How Privatization Has Transformed San Juan’s Airport

I’ve only been to San Juan, Puerto Rico, once, in 2010. The airport looked like something out of the 1950s: shabby corridors, a generic news outlet, a generic restaurant, and a few tacky souvenir shops. And that was only the superficial view of a traveler. Underlying problems were far more serious. Former New York Times reporter John Tierney researched the situation and learned that “on rainy days the ceiling leaked, the floors of the boarding bridges from the gates to the planes were riddled with holes, and it often took days or weeks to repair a broken toilet.” Even worse, the Instrument Landing System (ILS) was not reliable, due to trees that interfered with its signals. For some reason, FAA had not intervened in this outrageous safety problem, and pilots had been making only visual approaches for years.

All that changed after San Juan’s Luis Munoz Marin International Airport (SJU) was privatized in 2013. This was the only successful privatization (via long-term public-private partnership lease) under the former FAA Airport Privatization Pilot Program. The winning bidder, Aerostar, immediately chopped down the trees blocking the ILS and proceeded to redesign the concourses, install new jetways, and implement a state-of-the-art baggage-screening system, while also opening the airport to an array of new retail outlets. The first three years’ changes were documented in Tierney’s article in the Winter 2017 issue of the Manhattan Institute’s City Journal.

I have yet to experience the transformed San Juan airport, but I’ve often wondered whether the ongoing investments by Aerostar continue to improve things there. So, I was pleased to learn that an update was provided by Jorge Hernandez, CEO of Aerostar Airport Holdings last month at the GAD Americas conference, held in San Juan. What I summarize here is based on an article by Carole Hedden in Aviation Daily on May 30.

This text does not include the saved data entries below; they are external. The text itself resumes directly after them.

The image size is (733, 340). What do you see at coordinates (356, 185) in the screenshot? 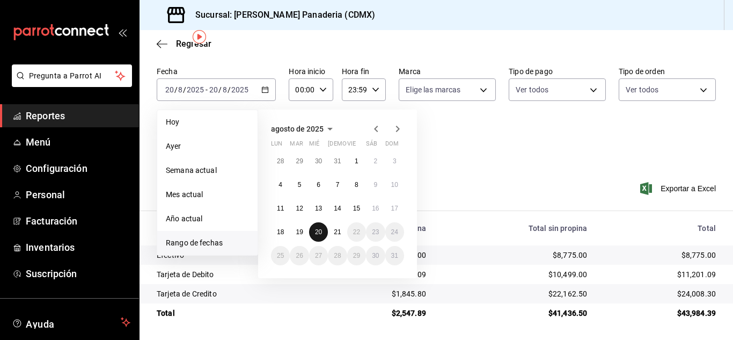
I see `abbr: 8 de agosto de 2025` at bounding box center [356, 185].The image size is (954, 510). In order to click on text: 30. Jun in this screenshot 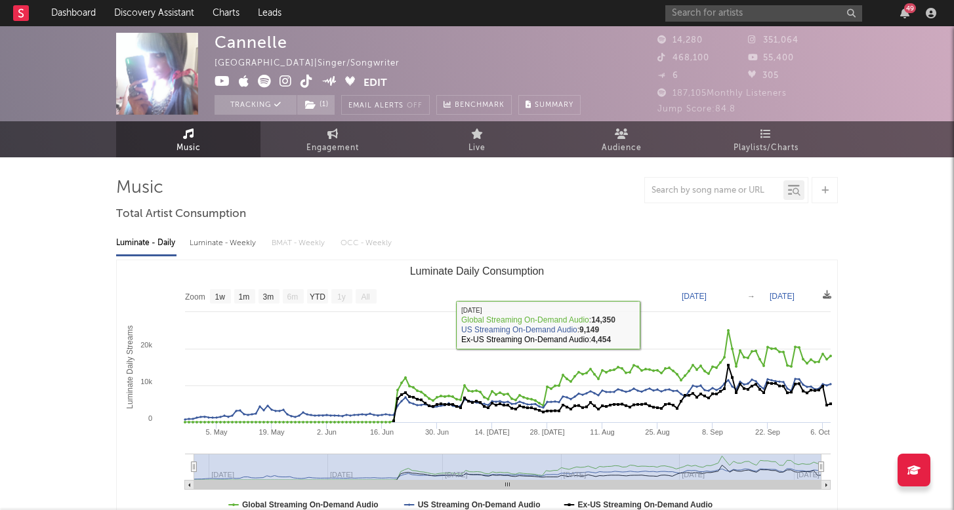, I will do `click(437, 432)`.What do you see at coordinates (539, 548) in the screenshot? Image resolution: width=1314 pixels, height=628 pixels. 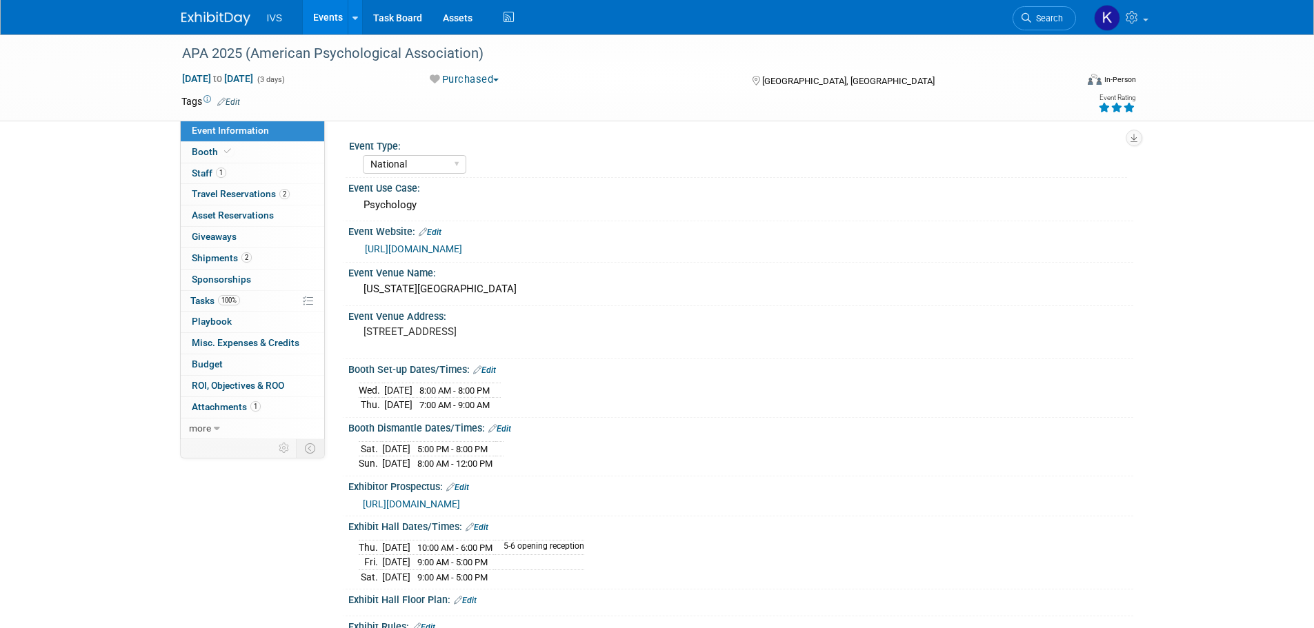 I see `td: 5-6 opening reception` at bounding box center [539, 548].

In his presentation, Hernandez explained that since 2013 Aerostar has invested $296 million into the airport. Under the terms of the 40-year P3 lease, Aerostar also made an up-front payment of $615 million to the Puerto Rico government and agreed to annual revenue-sharing of 5 to 10% of airport revenue as ongoing lease payments. Its mission, agreed upon with the FAA and the Commonwealth government, was to rehabilitate and modernize the airport to maintain its Part 139 certificate.

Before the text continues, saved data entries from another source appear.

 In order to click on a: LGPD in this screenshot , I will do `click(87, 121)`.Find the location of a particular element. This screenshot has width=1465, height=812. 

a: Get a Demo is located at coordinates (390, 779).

The renovations still have a way to go, thanks in part to the growth in air travel at SJU. Hernandez told conference attendees that Aerostar will spend another $257 million over the next five years to make additional airside improvements, along with further improvements to the terminals and upgrades in security.

The major carriers serving SJU—American, Delta, JetBlue, and Southwest—endorsed the privatization since the agreement gave them greater certainty regarding future fees and charges, as well as offering a greatly improved airport. And the results of the improvements are evident in SJU’s strong growth since 2013. Annual enplanements in 2013 were 4.1 million; they had already doubled to 8.3 million by 2016. However, between Hurricane Maria in 2017 and the subsequent pandemic, enplanements plunged to 4.8 million in 2020. But as tourism recovered in 2021, enplanements reached a record high of 9.7 million, with 155 daily flights. International cargo and passenger traffic has increased by 230% since 2013.

I’m not aware of any U.S. airport that’s anywhere near the decrepit condition that SJU was in prior to the P3 lease. But the very positive experience in San Juan offers a counterpoint to knee-jerk assumptions that airport privatization would come at the expense of airlines and/or air travelers. SJU was de-politicized via privatization and thereby freed to operate as a real business, serving its airline and passenger customers. Many relatively well-run U.S. airports are still micromanaged to varying degrees by city or county governments. These airport managements must focus part of their attention on dealing with those political overseers, rather than focusing on how best to serve their customers.

The former Airport Privatization Pilot Program was expanded by Congress to all U.S. air-carrier airports in 2018 and renamed the Airport Investment Partnership Program. How long-term P3 leases might affect other U.S. airports is the subject of a 2021 Reason Foundation policy study.